Breakthroughs, the newsletter of the Feinberg School of Medicine Research Office

May 2025 Newsletter

The Neural Basis of Dopamine-Driven Deficits in Cognition and Perception

Sponsor: National Institute of Mental Health

Sponsored Research

Jones Parker, PhD, assistant professor, of Neuroscience, Pharmacology, Psychiatry and Behavioral Sciences, has received funding from the National Institute of Mental Health to study dopamine’s role in cognition and perception to the level of individual brain regions and cell types.  

Parker shared the aims of the project and his next steps for the research.  

What are the aims of the project?  

To determine how pathological increases in the neurotransmitter dopamine alter how the sensory perception and cognition and how the brain encodes these processes.  

What are your next steps? 

We will proceed with ongoing studies using miniaturized fluorescence microscopes to record neural activity during behavioral tests of cognition and perception in two different regions of the striatum—a brain region that is heavily innervated by dopamine neurons and implicated in schizophrenia, a disease where perception and cognition go awry.  

What do you hope will come out of this funded research? 

Our hope is that our research pinpoints the specific brain cell types underlying deficits in perception and cognition in diseases like psychosis to develop better treatments, as existing ones have limited efficacy for perceptual disturbances (e.g., hallucinations) and zero efficacy for deficits in cognition.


* **WHAT IS BEING ASKED**
Check each line of the data for "TYPES", and copy the ones that have it.

* **Items from a figure collection**

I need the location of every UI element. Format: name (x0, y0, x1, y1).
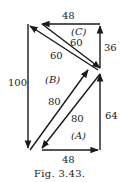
label-diag-lower-inner: 80 (71, 113, 84, 124)
label-right-lower: 64 (105, 110, 118, 121)
label-diag-upper-inner: 60 (70, 37, 83, 48)
label-top: 48 (62, 10, 75, 21)
label-region-c: (C) (71, 26, 87, 37)
label-region-a: (A) (71, 130, 86, 141)
force-triangle-diagram: 48 (C) 60 36 60 100 (B) 80 80 64 (A) 48 … (0, 0, 120, 182)
label-diag-upper-outer: 60 (50, 50, 63, 61)
label-bottom: 48 (62, 154, 75, 165)
label-left: 100 (8, 77, 27, 88)
vector-diag-upper-outer-60 (30, 26, 98, 70)
label-diag-lower-outer: 80 (48, 96, 61, 107)
label-right-upper: 36 (104, 42, 117, 53)
figure-caption: Fig. 3.43. (34, 168, 85, 179)
label-region-b: (B) (45, 74, 60, 85)
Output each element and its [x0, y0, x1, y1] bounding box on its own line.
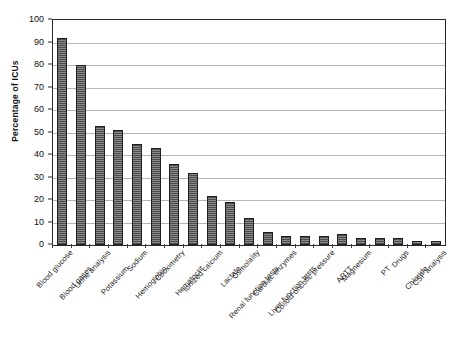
bar-slot [202, 20, 221, 245]
bar-slot [426, 20, 445, 245]
x-axis-label: Ionized calcium [181, 248, 224, 294]
bar [95, 126, 105, 245]
bar [207, 196, 217, 246]
bar-slot [296, 20, 315, 245]
bar-slot [277, 20, 296, 245]
y-axis-tick-label: 10 [34, 216, 48, 227]
bar [76, 65, 86, 245]
bar-slot [165, 20, 184, 245]
x-axis-label: Drugs [390, 248, 411, 269]
bar [57, 38, 67, 245]
y-axis-tick: 80 [34, 59, 52, 70]
bar-slot [146, 20, 165, 245]
y-axis-tick: 60 [34, 104, 52, 115]
bar [113, 130, 123, 245]
bar-slot [90, 20, 109, 245]
bar-slot [72, 20, 91, 245]
bar-slot [184, 20, 203, 245]
y-axis-tick: 100 [29, 14, 52, 25]
y-axis-tick-label: 0 [39, 239, 48, 250]
y-axis-tick: 10 [34, 216, 52, 227]
y-axis-tick: 0 [39, 239, 52, 250]
y-axis-tick: 40 [34, 149, 52, 160]
x-axis-label: CSF analysis [410, 248, 448, 288]
y-axis-tick: 50 [34, 126, 52, 137]
bar-slot [408, 20, 427, 245]
bar-series [53, 20, 445, 245]
y-axis-tick-label: 70 [34, 81, 48, 92]
y-axis-tick-label: 60 [34, 104, 48, 115]
bar-slot [389, 20, 408, 245]
bar-slot [221, 20, 240, 245]
bar-slot [370, 20, 389, 245]
bar-slot [258, 20, 277, 245]
y-axis-tick-label: 50 [34, 126, 48, 137]
bar-slot [352, 20, 371, 245]
bar-slot [109, 20, 128, 245]
bar-slot [240, 20, 259, 245]
y-axis-tick-group: 0102030405060708090100 [0, 19, 52, 244]
y-axis-tick-label: 100 [29, 14, 48, 25]
x-axis-label-group: Blood glucoseBlood gasesUrine analysisPo… [52, 248, 444, 355]
bar [188, 173, 198, 245]
y-axis-tick-label: 40 [34, 149, 48, 160]
x-axis-label: Cooximetry [153, 248, 186, 283]
plot-area [52, 19, 446, 246]
x-axis-label: Sodium [125, 248, 150, 273]
bar [169, 164, 179, 245]
y-axis-tick: 30 [34, 171, 52, 182]
bar [244, 218, 254, 245]
bar [132, 144, 142, 245]
y-axis-tick-label: 90 [34, 36, 48, 47]
y-axis-tick-label: 80 [34, 59, 48, 70]
y-axis-tick-label: 30 [34, 171, 48, 182]
bar-chart-figure: Percentage of ICUs 010203040506070809010… [0, 0, 467, 355]
y-axis-tick: 20 [34, 194, 52, 205]
bar [225, 202, 235, 245]
bar [151, 148, 161, 245]
y-axis-tick-label: 20 [34, 194, 48, 205]
x-axis-label: PT [379, 264, 392, 277]
bar-slot [314, 20, 333, 245]
y-axis-tick: 70 [34, 81, 52, 92]
bar-slot [128, 20, 147, 245]
bar [263, 232, 273, 246]
y-axis-tick: 90 [34, 36, 52, 47]
bar-slot [53, 20, 72, 245]
bar-slot [333, 20, 352, 245]
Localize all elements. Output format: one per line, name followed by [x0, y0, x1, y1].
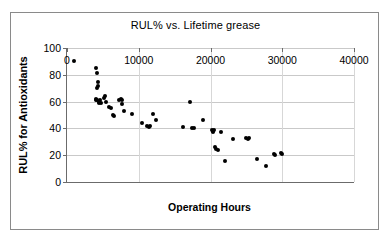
x-axis-tick: [139, 48, 140, 52]
data-point: [280, 152, 284, 156]
data-point: [181, 125, 185, 129]
x-axis-tick-label: 20000: [196, 54, 225, 66]
data-point: [219, 130, 223, 134]
chart-title: RUL% vs. Lifetime grease: [11, 19, 380, 31]
data-point: [99, 101, 103, 105]
data-point: [231, 137, 235, 141]
x-axis-tick: [67, 48, 68, 52]
data-point: [72, 59, 76, 63]
y-axis-tick-label: 0: [27, 176, 61, 188]
data-point: [188, 100, 192, 104]
data-point: [255, 157, 259, 161]
x-axis-tick-label: 0: [64, 54, 70, 66]
y-axis-tick: [63, 75, 67, 76]
y-axis-tick: [63, 155, 67, 156]
data-point: [140, 121, 144, 125]
y-axis-tick-label: 20: [27, 149, 61, 161]
gridline-vertical: [139, 48, 140, 182]
x-axis-tick: [282, 48, 283, 52]
data-point: [122, 109, 126, 113]
data-point: [95, 86, 99, 90]
chart-frame: RUL% vs. Lifetime grease RUL% for Antiox…: [10, 12, 379, 230]
data-point: [120, 102, 124, 106]
data-point: [109, 106, 113, 110]
data-point: [148, 124, 152, 128]
data-point: [264, 164, 268, 168]
y-axis-tick: [63, 182, 67, 183]
x-axis-title: Operating Hours: [66, 201, 353, 213]
plot-area: 020406080100010000200003000040000: [66, 48, 354, 183]
data-point: [154, 118, 158, 122]
data-point: [216, 148, 220, 152]
data-point: [211, 130, 215, 134]
gridline-vertical: [354, 48, 355, 182]
data-point: [103, 94, 107, 98]
y-axis-tick-label: 60: [27, 96, 61, 108]
y-axis-tick: [63, 128, 67, 129]
data-point: [247, 136, 251, 140]
data-point: [94, 66, 98, 70]
data-point: [95, 71, 99, 75]
y-axis-tick-label: 40: [27, 122, 61, 134]
x-axis-tick: [354, 48, 355, 52]
y-axis-tick: [63, 102, 67, 103]
x-axis-tick-label: 30000: [268, 54, 297, 66]
x-axis-tick-label: 10000: [124, 54, 153, 66]
x-axis-tick-label: 40000: [339, 54, 368, 66]
data-point: [273, 153, 277, 157]
data-point: [192, 126, 196, 130]
data-point: [223, 159, 227, 163]
gridline-vertical: [282, 48, 283, 182]
data-point: [151, 112, 155, 116]
data-point: [112, 114, 116, 118]
y-axis-tick-label: 100: [27, 42, 61, 54]
data-point: [130, 112, 134, 116]
y-axis-tick-label: 80: [27, 69, 61, 81]
data-point: [201, 118, 205, 122]
gridline-vertical: [211, 48, 212, 182]
data-point: [104, 100, 108, 104]
x-axis-tick: [211, 48, 212, 52]
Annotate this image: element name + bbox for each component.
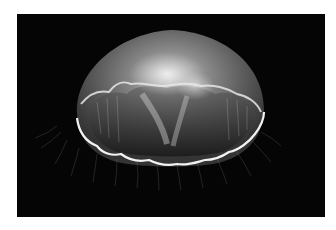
subumbrella (89, 86, 253, 157)
jellyfish-illustration (17, 14, 325, 217)
jellyfish-photo (17, 14, 325, 217)
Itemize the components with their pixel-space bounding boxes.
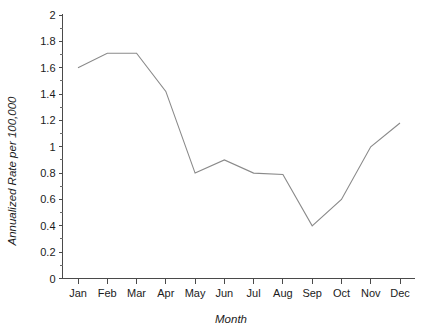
y-tick-label: 1.2 <box>40 114 55 126</box>
y-axis-tick-labels: 00.20.40.60.811.21.41.61.82 <box>40 9 55 285</box>
x-tick-label: Aug <box>273 287 293 299</box>
y-axis-ticks <box>59 15 63 279</box>
x-tick-label: May <box>185 287 206 299</box>
x-tick-label: Jun <box>215 287 233 299</box>
x-axis-title: Month <box>215 313 247 325</box>
x-tick-label: Dec <box>390 287 410 299</box>
x-tick-label: Nov <box>361 287 381 299</box>
data-series-line <box>78 53 400 226</box>
y-tick-label: 0.6 <box>40 193 55 205</box>
y-tick-label: 1.4 <box>40 88 55 100</box>
x-axis-tick-labels: JanFebMarAprMayJunJulAugSepOctNovDec <box>69 287 410 299</box>
y-axis-title: Annualized Rate per 100,000 <box>6 96 18 247</box>
y-tick-label: 1.6 <box>40 62 55 74</box>
x-tick-label: Oct <box>333 287 350 299</box>
chart-canvas: 00.20.40.60.811.21.41.61.82 JanFebMarApr… <box>0 0 428 335</box>
y-tick-label: 1 <box>49 141 55 153</box>
y-tick-label: 0.4 <box>40 220 55 232</box>
y-tick-label: 1.8 <box>40 35 55 47</box>
y-tick-label: 0.8 <box>40 167 55 179</box>
x-tick-label: Feb <box>98 287 117 299</box>
x-tick-label: Apr <box>157 287 174 299</box>
x-axis-ticks <box>78 279 400 284</box>
y-tick-label: 0 <box>49 273 55 285</box>
x-tick-label: Jul <box>247 287 261 299</box>
x-tick-label: Jan <box>69 287 87 299</box>
y-tick-label: 2 <box>49 9 55 21</box>
x-tick-label: Mar <box>127 287 146 299</box>
y-tick-label: 0.2 <box>40 246 55 258</box>
line-chart-container: 00.20.40.60.811.21.41.61.82 JanFebMarApr… <box>0 0 428 335</box>
x-tick-label: Sep <box>302 287 322 299</box>
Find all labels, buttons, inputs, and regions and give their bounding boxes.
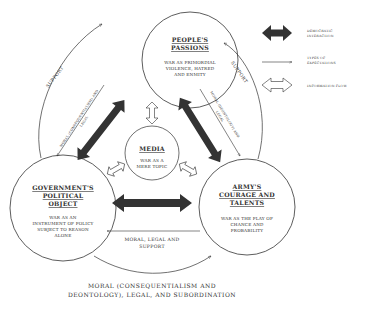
government-desc-2: INSTRUMENT OF POLICY (32, 221, 93, 226)
army-title-3: TALENTS (230, 199, 265, 206)
people-desc-3: AND ENMITY (173, 72, 206, 77)
army-desc-1: WAR AS THE PLAY OF (221, 216, 273, 221)
army-gov-label-2: SUPPORT (139, 244, 165, 249)
legend-democratic-label-2: INTERACTION (307, 34, 334, 38)
government-title-3: OBJECT (49, 200, 78, 208)
info-arrow-people-media (146, 102, 158, 124)
legend-democratic-icon (262, 25, 292, 41)
army-desc-2: CHANCE AND (230, 222, 264, 227)
info-arrow-army-media (177, 159, 200, 179)
trinity-diagram: DEMOCRATIC INTERACTION TYPES OF EXPECTAT… (0, 0, 379, 310)
government-circle (10, 155, 116, 261)
democratic-arrow-gov-army (112, 194, 192, 212)
government-desc-4: ALONE (54, 233, 72, 238)
legend-expectation-label-2: EXPECTATIONS (307, 61, 336, 65)
bottom-label-1: MORAL (CONSEQUENTIALISM AND (88, 282, 216, 289)
bottom-curve-arrow (94, 256, 211, 273)
people-title-2: PASSIONS (171, 44, 209, 51)
support-left-label: SUPPORT (45, 65, 65, 89)
legend-democratic-label-1: DEMOCRATIC (307, 29, 333, 33)
government-title-2: POLITICAL (43, 192, 84, 199)
democratic-arrow-gov-people (71, 95, 130, 165)
government-desc-1: WAR AS AN (49, 215, 76, 220)
people-title-1: PEOPLE'S (172, 36, 209, 43)
media-circle (125, 126, 179, 180)
media-title: MEDIA (139, 145, 165, 152)
army-circle (199, 159, 295, 255)
government-desc-3: SUBJECT TO REASON (37, 227, 89, 232)
info-arrow-gov-media (105, 159, 128, 179)
media-desc-2: MERE TOPIC (137, 164, 168, 169)
legend-expectation-label-1: TYPES OF (307, 56, 326, 60)
army-desc-3: PROBABILITY (231, 228, 263, 233)
people-desc-1: WAR AS PRIMORDIAL (164, 60, 216, 65)
army-gov-label-1: MORAL, LEGAL AND (125, 237, 180, 242)
government-title-1: GOVERNMENT'S (32, 184, 94, 191)
army-title-2: COURAGE AND (219, 191, 275, 198)
legend: DEMOCRATIC INTERACTION TYPES OF EXPECTAT… (262, 25, 347, 92)
bottom-label-2: DEONTOLOGY), LEGAL, AND SUBORDINATION (68, 291, 236, 298)
legend-information-label: INFORMATION FLOW (307, 84, 347, 88)
legend-information-icon (262, 78, 292, 92)
people-desc-2: VIOLENCE, HATRED (165, 66, 215, 71)
army-title-1: ARMY'S (232, 183, 262, 190)
people-army-label-1: MORAL (DEONTOLOGY) AND (209, 90, 240, 138)
media-desc-1: WAR AS A (140, 158, 164, 163)
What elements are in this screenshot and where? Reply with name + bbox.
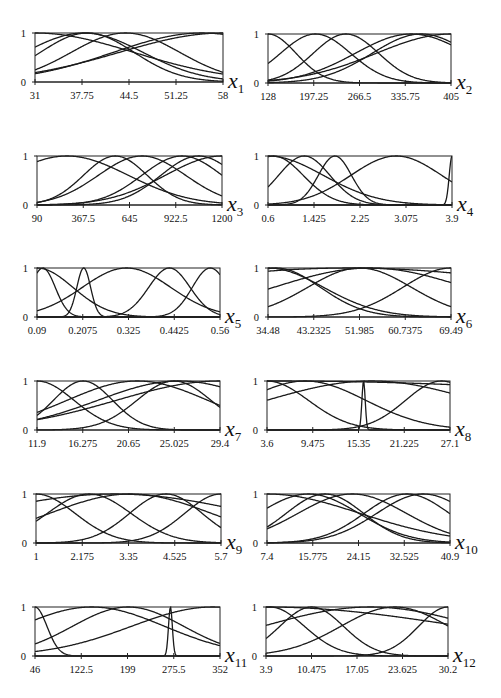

* **EXERCISE OUTPUT**
trinity-diagram: DEMOCRATIC INTERACTION TYPES OF EXPECTAT… (0, 0, 379, 310)
legend-expectation-label-1: TYPES OF (307, 56, 326, 60)
legend: DEMOCRATIC INTERACTION TYPES OF EXPECTAT… (262, 25, 347, 92)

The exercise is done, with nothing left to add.